Sound-hard Burton miller acoustic scattering

Hello

First of all, thanks for making this software.

I’m a masters student currently working with BEMPP to solve acoustic scattering problems off of a human head model to numerically calculate HRTF’s.

As I have understood it, i can formulate my BIE as \frac{1}{2}p - M[p] = p_{inc}, with a sound-hard boundary condition \frac{\partial}{\partial n} p = 0.
I get results out using:

k = 5   # wave number o
space = bempp.api.function_space(grid, "DP", 0) 
I = bempp.api.operators.boundary.sparse.identity(space, space, space)
M = bempp.api.operators.boundary.helmholtz.double_layer(space, space, space,k,assembler = "fmm") # double layer potential
lhs = 0.5 * I - M
@bempp.api.complex_callable
def f(x, n, domain_index, result):
    result[0] = np.exp(1j * k * x[0]) 
rhs = bempp.api.GridFunction(space, fun=f)
sol, info = bempp.api.linalg.gmres(lhs, rhs,tol=1E-4)

in a couple of minutes.

However when i try to add the Burton-Miller term:

    I = bempp.api.operators.boundary.sparse.identity(space, space, space)
    M = bempp.api.operators.boundary.helmholtz.double_layer(space, space, space,k,assembler = "fmm")    # double layer potential
    E = bempp.api.operators.boundary.helmholtz.hypersingular(space, space, space, k, assembler= "fmm")  # derivative of dlp
    lhs =  0.5 * I - M - 1j/k * E                                                                      # burton miller

The gmres solver hangs forever (or at least becomes really slow), and i am forced to use space = bempp.api.function_space(grid, "DP", 1) which will give me three values per element, even though I’m only interested in a single value for each element.

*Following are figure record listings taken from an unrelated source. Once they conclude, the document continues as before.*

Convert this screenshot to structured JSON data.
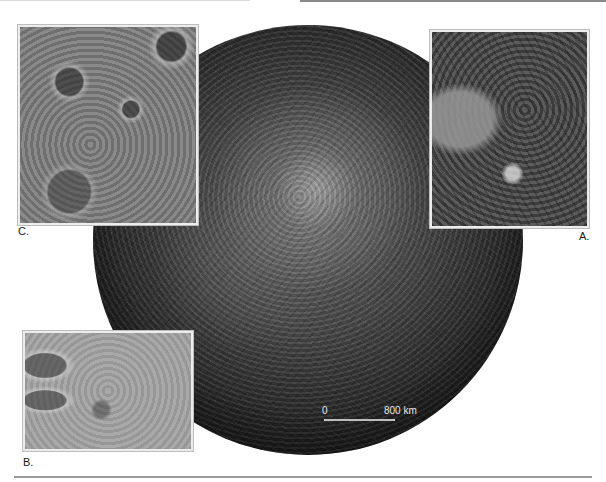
{
  "figure": {
    "insets": [
      {
        "id": "C",
        "label": "C."
      },
      {
        "id": "A",
        "label": "A."
      },
      {
        "id": "B",
        "label": "B."
      }
    ],
    "scale_bar": {
      "start_label": "0",
      "end_label": "800 km"
    }
  },
  "colors": {
    "background": "#ffffff",
    "label_text": "#1a1a1a",
    "scale_text": "#e8e8e8",
    "rule": "#9a9a9a"
  }
}
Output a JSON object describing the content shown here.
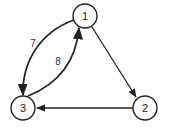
{
  "diagram": {
    "type": "directed-graph",
    "nodes": [
      {
        "id": "1",
        "label": "1",
        "cx": 85,
        "cy": 16
      },
      {
        "id": "2",
        "label": "2",
        "cx": 145,
        "cy": 108
      },
      {
        "id": "3",
        "label": "3",
        "cx": 23,
        "cy": 108
      }
    ],
    "edges": [
      {
        "from": "1",
        "to": "2",
        "label": ""
      },
      {
        "from": "2",
        "to": "3",
        "label": ""
      },
      {
        "from": "1",
        "to": "3",
        "label": "7"
      },
      {
        "from": "3",
        "to": "1",
        "label": "8"
      }
    ],
    "colors": {
      "stroke": "#222222",
      "background": "#ffffff"
    }
  }
}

I’m pretty new to BEM so I’m certainly just doing something wrong, but i’m hoping that the smart people here may have a solution.

Best regards
Rasmus

Rasmus,

Please try: space = bempp.api.function_space(grid, “P”, 1).
The hypersingular operator requires piecewise linear functions. These are the continuous versions instead of the discontinuous versions you used.

Best,
Elwin

3 Likes

Thanks a ton, Elwin!

Now at least it seems to give me results in a decent amount of time.

In this way I seem to get a result for every vertex. If i want to approximate the surface solution on the midpoint of each element, can i simply take the arithmetic mean of the pressure at the 3 vertices of the element?

Best regards,
Rasmus

EDIT: Also to the moderators, if i run into other problems using BEMPP in this project, would you prefer if i ask for help in this thread or make a new one for separate issues?

Rasmus,

The continuous P1 elements are node based: value 1 at a given vertex in the mesh, value 0 at all other vertices and piecewise linear at each triangle element. Hence, the solution you get are values of the surface pressure at each vertex. You can evaluate the surface pressure inside the triangles with linear interpolation of the values at the three vertices.

Best,
Elwin

Hi, Rasmus, have you compared this solution with the analytical one? It seems that large error is caused by utilizing the BIE `0.5p - M[p] = p_{inc}` for this wavenumber. The following figure is the calculation for ka = 5 (a - radius of the sphere).

image

(DoF - 8192, dp0_space = bempp.api.function_space(grid, “DP”, 0) )

Sorry, I am pretty new to BEMPP. How did you generated this graph?

Thanks in advance,
Gustavo

Hi, Jupyter Notebook Viewer (nbviewer.org) is a good reference. The sound pressure directivity in the upper figure is ploted using the azimuthal angle and pressure magnitude on the probe points. Actually, here I exported the values and then using the ‘polar’ function in Octave. Definitely, you can also do this in Python.